Stella was still defending herself. ‘If someone is hating us, it's better to know. That's reasonable, isn't it?'

‘You don't understand how the process works,' said Coffin gloomily. ‘A successful call like that this morning may be just his need to turn fantasy . . . because a lot of such calls are fantasy . . . into reality. Make it something hard that the caller can visualize.'

Stella removed the plates, noticing that her husband had, after all, made a good meal, and placed cheese and fruit on the table.

‘When we go to the christening, you'll see Archie Young again.'

‘Archie and Gus, both gone,' said Coffin sadly.

‘Archie is not dead, and neither is Gus,' reminded Stella with some sharpness, ‘and this is a christening, my love, not a funeral.' She took some cheese. ‘You get champagne at a christening. Drink a lot of it, it'll take your mind off your troubles. And don't worry about drinking and driving. I shall hire a car: Sid Gubbins.'

Sid did all her driving in the district; in London she used the tube and cabs.

Sid Gubbins accepted the date, wrote it in his work diary, and told his wife.

‘You can come too, make a day out of it. Miss Pinero will say yes, she never minds that sort of thing, you've been before. Be nice to see the Chief Super again – Chief Commander now.'

Sid was a retired policeman who had known Archie Young when he was a young sergeant. Mrs Gubbins, May Ann Gubbins, was a nurse, who went into the hospital when they needing extra nursing help. She was just coming to the end of her stint; a day out would be welcome.

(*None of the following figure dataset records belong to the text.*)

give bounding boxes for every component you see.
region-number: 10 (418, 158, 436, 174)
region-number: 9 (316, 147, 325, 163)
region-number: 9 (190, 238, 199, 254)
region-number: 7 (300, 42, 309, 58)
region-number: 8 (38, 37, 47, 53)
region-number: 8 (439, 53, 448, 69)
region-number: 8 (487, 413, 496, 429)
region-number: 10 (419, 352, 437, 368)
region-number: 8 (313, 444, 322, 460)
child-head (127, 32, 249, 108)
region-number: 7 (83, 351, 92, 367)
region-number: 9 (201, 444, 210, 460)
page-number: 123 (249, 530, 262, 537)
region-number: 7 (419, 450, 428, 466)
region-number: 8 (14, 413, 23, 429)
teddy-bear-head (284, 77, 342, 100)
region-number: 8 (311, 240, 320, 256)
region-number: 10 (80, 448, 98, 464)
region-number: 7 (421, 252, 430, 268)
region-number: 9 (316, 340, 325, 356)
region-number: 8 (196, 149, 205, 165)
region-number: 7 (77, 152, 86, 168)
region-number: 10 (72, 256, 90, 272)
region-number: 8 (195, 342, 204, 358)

I'll get my hair done, she told herself.

* * *

Next day CI Phoebe Astley made her report to the Chief Commander. Nothing much to say, nothing fresh, in fact she had the feeling the team was making very little progress on the three sets of deaths, Mrs Jackson and her daughters, Dr Murray, and Black Jack, that were connected by the gun. She covered this up, of course; no need to tell the Chief Commander what he would soon think for himself. In due course there would be inquests that would be adjourned to allow the police teams to work on.